Daily flyovers
Latest news for 25 June 2026
Quick hits of consequential news from all corners of the world.
- 01
VENEZUELA
Devastation.
A rare ‘doublet’ earthquake of 7.2 and 7.5 magnitude has rocked the capital of Caracas plus its key nearby port of La Guaira overnight, leaving entire blocks collapsed and swathes of the country without power. The US Geological Survey is already flagging a possible death toll into the tens of thousands. (Independent)
Comment: Decades of institutional decay have left Venezuela doubly vulnerable: less resilient when a disaster hits, and less able to mount an effective response in the aftermath. The US realistically now bears more of a moral and practical responsibility to help after toppling Maduro in January — Marco Rubio has already announced (along with Spain and others) search-and-rescue, medical, and aid resources. If you’d like to help, DirectRelief has already mobilised an appeal.
- 02
JAPAN
Yolo.
Shares in KIOXIA (Toshiba’s former memory arm) soared as much as 15% after America’s Micron memory chipmaker crushed its latest earnings. Capitalising on the AI boom, KIOXIA has also announced plans to offer US depositary shares next year. (Bloomberg $)
Comment: Micron is more focused on DRAM (feeding data to AI trainers at blistering speeds), but the firm also reported bumper results for NAND (longer-term storage for resulting AI datasets, where KIOXIA is #3). Investors saw it as evidence this chip super-cycle still has plenty of legs, with enough gravy for both DRAM and NAND.
- 03
GERMANY
Frigate fiasco.
Shares in local defence giant Rheinmetall have plunged as much as 19% after Berlin cancelled Germany’s troubled F126 program, which would’ve delivered six of the world’s largest naval frigates in history. The defence minister (Pistorius) says the Germans are instead pivoting to eight smaller, proven frigates from ThyssenKrupp. (Naval News)
Comment: It might be a signal for how Merz wants to handle Germany’s historic Zeitenwende (turning point), leaning more towards speed, cost control, and off-the-shelf German designs rather than riskier mega-projects.
- 04
CHINA
We’ll see you in (your) court.
China-based e-commerce giant Alibaba has filed suit in California, objecting to the Pentagon’s “arbitrary and capricious” blacklisting of Jack Ma’s firm over alleged PLA links. (Al Jazeera)
Comment: That original US blacklisting of China’s consumer-facing tech giants like Alibaba was really DC targeting Beijing’s broader ‘civil-military fusion’ strategy — ie, hitting those firms feeding (willingly or not) the PLA’s modernisation. Of course, the whole situation is thick with irony for those US firms that’ve gone decades being blocked or squeezed in China’s own market with little real recourse.
- 05
UNITED STATES
Props & flattery.
Reminding everyone why the former Dutch leader is dubbed The Trump Whisperer, NATO boss Mark Rutte has appeared in the White House armed with novelty-sized charts and posters to highlight $1.2T in extra European defence spending since 2017, supporting a reported 200k US jobs. The US president still voiced disappointment over a lack of support on Iran. (EuroNews)
Comment: You can safely ignore the hyperventilating about Rutte leaving his dignity at the door — he's doing his job (keeping the US on-side) ahead of next month's critical NATO summit in Turkey. On the substance, a key hurdle now might not be European slow-walking so much as US delivery bottlenecks — PwC research suggests the five main US defence primes had a $1.4T backlog last year, up 24% from 2024!
- 06
BELARUS
Capitulation?
After Ukraine's Zelensky gave the Belarusian dictator (Lukashenko) a week to deactivate the drone relay stations Putin uses to attack Ukraine, those Russian outposts are reportedly now silent. Meanwhile in Moscow, a top Putin propagandist (Solovyov) has used his primetime slot to warn "there's no money" for defensive barriers, asking "how is this possible?" (Kyiv Post)
Comment: While the Crimea chaos and Solovyov meltdown are eye-catching, the quieter Belarus story might be the most significant — if Putin’s outposts really are now offline, it hints at ascendant leverage for Zelensky. As for Putin, the fact he’s now having to pull air defences back to Moscow suggests things might only get worse for him elsewhere.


PROBLEM STATEMENT:
What is needed here is every line of the records that includes "CodeCombat".

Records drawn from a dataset
----------
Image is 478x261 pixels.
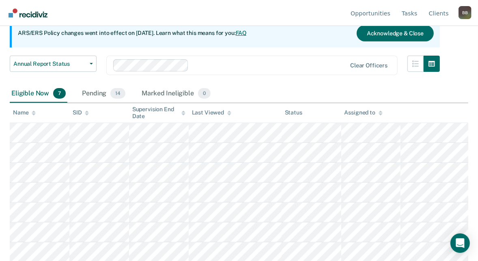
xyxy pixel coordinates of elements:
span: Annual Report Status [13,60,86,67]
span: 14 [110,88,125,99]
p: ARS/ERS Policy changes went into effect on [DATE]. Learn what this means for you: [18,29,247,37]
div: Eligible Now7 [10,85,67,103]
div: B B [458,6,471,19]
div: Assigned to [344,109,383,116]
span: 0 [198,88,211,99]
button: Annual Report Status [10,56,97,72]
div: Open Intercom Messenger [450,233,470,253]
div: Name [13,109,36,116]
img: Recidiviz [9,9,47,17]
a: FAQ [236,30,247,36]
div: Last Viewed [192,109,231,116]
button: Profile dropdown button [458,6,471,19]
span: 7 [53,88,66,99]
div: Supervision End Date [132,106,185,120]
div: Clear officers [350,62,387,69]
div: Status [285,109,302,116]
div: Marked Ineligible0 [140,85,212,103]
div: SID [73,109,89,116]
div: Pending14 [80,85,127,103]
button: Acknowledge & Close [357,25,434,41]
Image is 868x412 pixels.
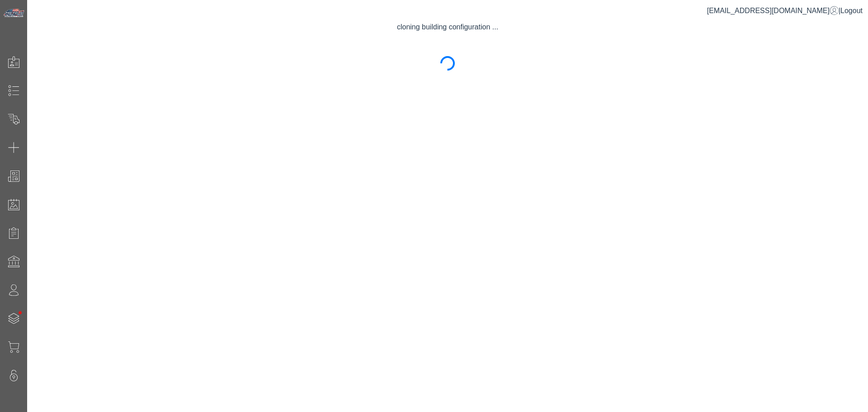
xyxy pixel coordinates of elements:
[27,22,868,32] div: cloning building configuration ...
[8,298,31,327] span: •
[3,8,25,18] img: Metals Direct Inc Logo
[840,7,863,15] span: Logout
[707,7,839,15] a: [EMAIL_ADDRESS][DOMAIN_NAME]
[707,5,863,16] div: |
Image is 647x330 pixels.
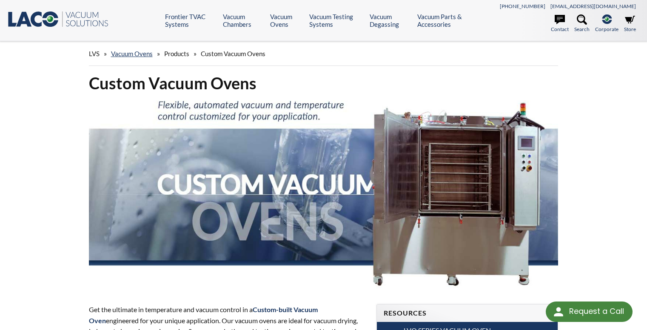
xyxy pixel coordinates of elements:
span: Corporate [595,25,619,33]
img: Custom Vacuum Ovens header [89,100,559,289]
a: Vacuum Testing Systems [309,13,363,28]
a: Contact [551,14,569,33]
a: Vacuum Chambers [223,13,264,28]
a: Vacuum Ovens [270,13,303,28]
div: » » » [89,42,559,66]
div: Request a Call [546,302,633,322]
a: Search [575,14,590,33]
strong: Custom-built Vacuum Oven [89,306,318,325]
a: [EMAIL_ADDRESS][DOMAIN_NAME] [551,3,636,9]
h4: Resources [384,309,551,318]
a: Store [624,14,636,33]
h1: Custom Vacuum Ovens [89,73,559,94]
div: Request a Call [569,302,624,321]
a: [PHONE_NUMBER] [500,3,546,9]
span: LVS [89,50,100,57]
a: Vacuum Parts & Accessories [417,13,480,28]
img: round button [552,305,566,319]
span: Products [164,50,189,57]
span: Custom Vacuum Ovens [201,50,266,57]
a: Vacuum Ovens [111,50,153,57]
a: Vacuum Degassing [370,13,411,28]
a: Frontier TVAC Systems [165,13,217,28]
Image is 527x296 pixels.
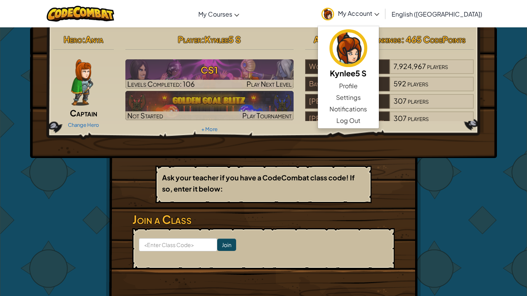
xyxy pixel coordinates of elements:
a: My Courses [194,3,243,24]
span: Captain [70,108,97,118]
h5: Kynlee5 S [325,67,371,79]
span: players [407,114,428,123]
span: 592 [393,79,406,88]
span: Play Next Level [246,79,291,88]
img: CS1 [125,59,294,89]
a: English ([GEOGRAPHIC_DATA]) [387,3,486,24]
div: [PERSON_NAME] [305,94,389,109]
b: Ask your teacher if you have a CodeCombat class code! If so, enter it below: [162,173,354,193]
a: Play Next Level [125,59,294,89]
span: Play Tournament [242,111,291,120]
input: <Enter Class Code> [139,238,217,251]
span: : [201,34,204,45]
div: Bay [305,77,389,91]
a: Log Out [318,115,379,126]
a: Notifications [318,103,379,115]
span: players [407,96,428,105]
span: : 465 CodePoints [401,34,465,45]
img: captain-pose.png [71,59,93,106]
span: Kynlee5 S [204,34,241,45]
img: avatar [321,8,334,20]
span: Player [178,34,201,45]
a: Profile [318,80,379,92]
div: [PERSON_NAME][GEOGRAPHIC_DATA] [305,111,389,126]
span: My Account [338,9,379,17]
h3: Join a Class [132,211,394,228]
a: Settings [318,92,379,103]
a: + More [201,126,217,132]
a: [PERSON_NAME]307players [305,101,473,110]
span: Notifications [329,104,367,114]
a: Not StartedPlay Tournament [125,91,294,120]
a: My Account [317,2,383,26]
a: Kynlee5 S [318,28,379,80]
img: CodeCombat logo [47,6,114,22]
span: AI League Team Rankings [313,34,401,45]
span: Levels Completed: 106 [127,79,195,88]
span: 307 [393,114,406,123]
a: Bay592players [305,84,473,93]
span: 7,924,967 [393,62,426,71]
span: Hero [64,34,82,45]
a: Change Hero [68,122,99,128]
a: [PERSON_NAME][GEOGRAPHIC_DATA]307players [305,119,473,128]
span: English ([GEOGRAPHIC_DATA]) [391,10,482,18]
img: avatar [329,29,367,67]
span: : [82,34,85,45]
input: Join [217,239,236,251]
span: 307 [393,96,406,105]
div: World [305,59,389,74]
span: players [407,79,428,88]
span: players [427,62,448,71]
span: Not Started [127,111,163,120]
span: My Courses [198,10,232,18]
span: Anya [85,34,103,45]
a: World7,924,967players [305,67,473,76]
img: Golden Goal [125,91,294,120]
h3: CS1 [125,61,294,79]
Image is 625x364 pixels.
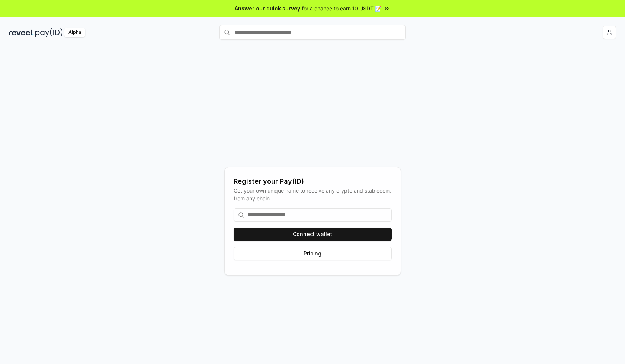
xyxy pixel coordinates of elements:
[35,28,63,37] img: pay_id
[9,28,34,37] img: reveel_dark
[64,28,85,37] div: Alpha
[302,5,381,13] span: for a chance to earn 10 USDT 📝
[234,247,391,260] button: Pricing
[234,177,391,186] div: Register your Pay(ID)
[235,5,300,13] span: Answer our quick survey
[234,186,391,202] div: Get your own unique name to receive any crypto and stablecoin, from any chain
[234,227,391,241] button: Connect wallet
----------
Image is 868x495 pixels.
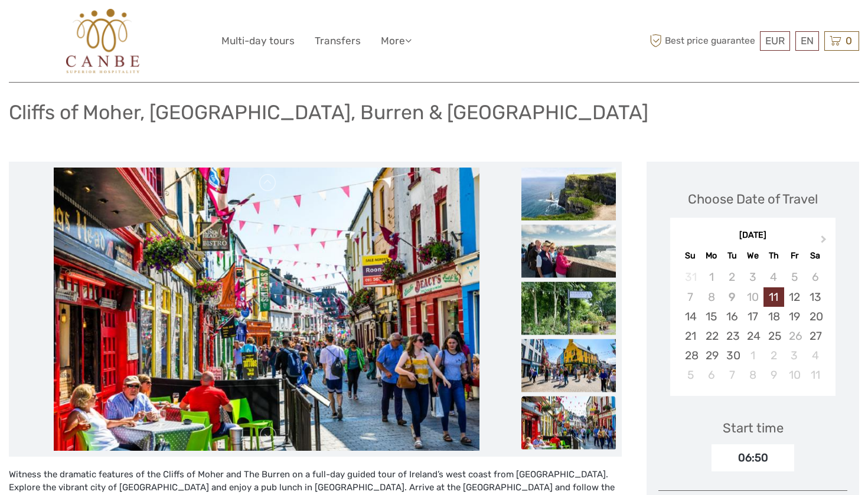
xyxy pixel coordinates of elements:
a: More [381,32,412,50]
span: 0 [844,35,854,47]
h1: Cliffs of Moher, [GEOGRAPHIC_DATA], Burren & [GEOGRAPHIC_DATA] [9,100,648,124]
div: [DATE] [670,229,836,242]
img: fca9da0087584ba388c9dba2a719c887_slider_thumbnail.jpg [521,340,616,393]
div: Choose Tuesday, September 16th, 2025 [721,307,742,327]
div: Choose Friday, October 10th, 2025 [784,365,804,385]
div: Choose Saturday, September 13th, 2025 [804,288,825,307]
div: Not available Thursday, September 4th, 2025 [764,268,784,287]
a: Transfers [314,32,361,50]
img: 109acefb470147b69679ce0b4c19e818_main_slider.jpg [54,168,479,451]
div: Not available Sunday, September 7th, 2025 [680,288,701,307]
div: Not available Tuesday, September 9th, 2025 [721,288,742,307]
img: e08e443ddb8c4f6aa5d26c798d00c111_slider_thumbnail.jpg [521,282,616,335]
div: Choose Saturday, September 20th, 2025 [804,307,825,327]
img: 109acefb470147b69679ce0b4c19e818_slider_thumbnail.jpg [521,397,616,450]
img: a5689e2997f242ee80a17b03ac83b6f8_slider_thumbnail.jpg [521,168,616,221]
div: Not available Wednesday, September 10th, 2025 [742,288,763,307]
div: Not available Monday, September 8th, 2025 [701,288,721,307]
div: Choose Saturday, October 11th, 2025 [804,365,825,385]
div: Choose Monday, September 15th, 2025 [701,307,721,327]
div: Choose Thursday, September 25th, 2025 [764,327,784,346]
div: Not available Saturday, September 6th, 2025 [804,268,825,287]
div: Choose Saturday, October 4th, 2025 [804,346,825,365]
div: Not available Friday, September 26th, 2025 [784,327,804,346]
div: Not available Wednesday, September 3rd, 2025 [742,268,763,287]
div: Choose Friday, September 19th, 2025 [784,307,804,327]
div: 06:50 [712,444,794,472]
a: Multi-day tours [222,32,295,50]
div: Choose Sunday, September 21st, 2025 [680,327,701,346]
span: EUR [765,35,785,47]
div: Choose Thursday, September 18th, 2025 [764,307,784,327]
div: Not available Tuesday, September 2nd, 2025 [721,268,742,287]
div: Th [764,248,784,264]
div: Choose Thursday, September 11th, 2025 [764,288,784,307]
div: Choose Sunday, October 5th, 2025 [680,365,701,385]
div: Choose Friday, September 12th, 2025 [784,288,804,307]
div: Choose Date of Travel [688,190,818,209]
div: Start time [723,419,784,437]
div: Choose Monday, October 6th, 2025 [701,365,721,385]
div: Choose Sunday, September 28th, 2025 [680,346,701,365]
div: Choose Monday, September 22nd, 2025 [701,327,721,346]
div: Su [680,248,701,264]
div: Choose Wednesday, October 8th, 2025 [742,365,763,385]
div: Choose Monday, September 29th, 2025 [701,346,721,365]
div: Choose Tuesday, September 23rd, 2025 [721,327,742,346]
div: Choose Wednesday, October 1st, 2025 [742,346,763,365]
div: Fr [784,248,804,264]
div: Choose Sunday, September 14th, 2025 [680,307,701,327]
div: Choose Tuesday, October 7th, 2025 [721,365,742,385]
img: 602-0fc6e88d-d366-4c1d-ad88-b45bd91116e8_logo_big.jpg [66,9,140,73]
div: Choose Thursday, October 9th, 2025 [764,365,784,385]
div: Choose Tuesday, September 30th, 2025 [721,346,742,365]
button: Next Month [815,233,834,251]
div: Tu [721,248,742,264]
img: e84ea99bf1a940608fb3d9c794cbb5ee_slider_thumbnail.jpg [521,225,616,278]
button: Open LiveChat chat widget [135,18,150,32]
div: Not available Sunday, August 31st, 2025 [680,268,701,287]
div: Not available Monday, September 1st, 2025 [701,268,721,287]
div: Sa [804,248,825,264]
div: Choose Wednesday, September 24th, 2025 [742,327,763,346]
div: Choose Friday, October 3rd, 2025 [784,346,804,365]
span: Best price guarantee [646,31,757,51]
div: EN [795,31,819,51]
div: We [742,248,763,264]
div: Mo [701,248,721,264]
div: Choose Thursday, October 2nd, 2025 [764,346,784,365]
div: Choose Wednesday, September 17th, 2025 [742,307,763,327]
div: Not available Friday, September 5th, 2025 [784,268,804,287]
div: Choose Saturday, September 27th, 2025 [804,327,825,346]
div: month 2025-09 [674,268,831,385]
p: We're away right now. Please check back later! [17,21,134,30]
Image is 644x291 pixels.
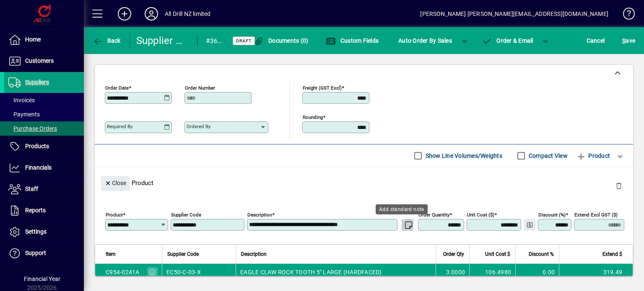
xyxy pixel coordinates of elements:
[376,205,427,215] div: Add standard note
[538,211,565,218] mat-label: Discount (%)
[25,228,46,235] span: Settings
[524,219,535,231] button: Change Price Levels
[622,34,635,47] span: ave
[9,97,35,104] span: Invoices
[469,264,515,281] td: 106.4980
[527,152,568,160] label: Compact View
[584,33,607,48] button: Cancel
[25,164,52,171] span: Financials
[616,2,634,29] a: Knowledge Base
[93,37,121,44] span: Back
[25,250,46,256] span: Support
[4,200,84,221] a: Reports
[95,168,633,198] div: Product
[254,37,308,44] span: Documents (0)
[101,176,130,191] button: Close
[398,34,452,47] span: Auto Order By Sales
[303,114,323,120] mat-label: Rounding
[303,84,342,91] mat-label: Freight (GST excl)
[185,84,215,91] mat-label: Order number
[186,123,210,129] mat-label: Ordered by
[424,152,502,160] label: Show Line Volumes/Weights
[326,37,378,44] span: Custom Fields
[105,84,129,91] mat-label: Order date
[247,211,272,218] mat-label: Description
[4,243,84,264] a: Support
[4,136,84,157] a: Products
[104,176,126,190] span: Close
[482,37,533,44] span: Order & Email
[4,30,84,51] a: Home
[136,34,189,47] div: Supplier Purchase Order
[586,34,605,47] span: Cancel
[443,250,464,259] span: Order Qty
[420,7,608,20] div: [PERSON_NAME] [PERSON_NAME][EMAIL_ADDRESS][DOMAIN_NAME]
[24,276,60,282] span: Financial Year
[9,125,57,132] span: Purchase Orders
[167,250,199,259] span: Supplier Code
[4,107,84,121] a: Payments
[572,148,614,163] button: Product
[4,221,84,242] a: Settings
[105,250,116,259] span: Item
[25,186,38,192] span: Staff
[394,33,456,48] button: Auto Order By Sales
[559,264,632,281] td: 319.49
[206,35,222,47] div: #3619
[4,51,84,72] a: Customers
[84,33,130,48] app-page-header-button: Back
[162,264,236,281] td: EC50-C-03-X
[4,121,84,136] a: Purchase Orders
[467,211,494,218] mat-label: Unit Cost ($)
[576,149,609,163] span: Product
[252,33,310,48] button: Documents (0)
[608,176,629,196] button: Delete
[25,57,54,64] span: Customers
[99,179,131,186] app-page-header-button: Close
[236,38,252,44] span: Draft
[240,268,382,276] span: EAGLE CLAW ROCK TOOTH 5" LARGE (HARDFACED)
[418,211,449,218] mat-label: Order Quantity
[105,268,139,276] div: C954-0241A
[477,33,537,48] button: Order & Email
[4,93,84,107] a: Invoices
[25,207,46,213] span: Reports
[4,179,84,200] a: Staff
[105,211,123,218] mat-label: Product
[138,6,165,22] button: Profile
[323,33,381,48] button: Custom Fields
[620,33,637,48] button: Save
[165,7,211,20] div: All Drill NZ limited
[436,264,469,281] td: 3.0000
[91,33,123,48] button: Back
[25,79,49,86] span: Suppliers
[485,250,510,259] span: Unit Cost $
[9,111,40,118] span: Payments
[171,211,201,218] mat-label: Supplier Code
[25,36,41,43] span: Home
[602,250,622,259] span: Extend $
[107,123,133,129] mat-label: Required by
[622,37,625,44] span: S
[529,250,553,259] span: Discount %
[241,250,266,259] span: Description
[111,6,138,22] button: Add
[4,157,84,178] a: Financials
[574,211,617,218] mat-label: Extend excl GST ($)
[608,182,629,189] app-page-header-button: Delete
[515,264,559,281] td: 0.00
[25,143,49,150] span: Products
----------
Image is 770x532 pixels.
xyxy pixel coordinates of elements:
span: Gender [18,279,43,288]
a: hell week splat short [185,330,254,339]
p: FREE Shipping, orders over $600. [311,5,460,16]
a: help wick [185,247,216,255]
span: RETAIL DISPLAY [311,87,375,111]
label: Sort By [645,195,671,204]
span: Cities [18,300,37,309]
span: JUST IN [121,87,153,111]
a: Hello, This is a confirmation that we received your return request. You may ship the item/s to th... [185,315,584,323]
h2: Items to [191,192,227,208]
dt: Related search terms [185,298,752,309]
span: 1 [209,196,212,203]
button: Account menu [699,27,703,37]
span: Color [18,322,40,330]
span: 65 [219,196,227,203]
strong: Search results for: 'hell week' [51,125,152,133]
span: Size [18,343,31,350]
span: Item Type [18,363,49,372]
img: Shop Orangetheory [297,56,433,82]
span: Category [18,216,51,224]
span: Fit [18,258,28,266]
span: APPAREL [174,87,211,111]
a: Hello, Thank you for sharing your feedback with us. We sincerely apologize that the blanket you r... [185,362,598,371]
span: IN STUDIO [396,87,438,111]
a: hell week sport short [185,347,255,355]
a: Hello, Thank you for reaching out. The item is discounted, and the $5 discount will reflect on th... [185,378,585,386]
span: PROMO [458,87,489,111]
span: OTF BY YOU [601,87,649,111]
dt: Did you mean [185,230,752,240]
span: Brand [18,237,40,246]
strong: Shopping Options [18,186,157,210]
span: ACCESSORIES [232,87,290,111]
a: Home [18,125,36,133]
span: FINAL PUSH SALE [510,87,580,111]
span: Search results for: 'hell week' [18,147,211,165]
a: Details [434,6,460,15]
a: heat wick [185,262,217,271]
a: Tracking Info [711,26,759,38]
----------
WRITTEN SOLUTION:
b: Ask your teacher if you have a CodeCombat class code! If so, enter it below: [162,173,354,193]
img: CodeCombat logo [47,6,114,22]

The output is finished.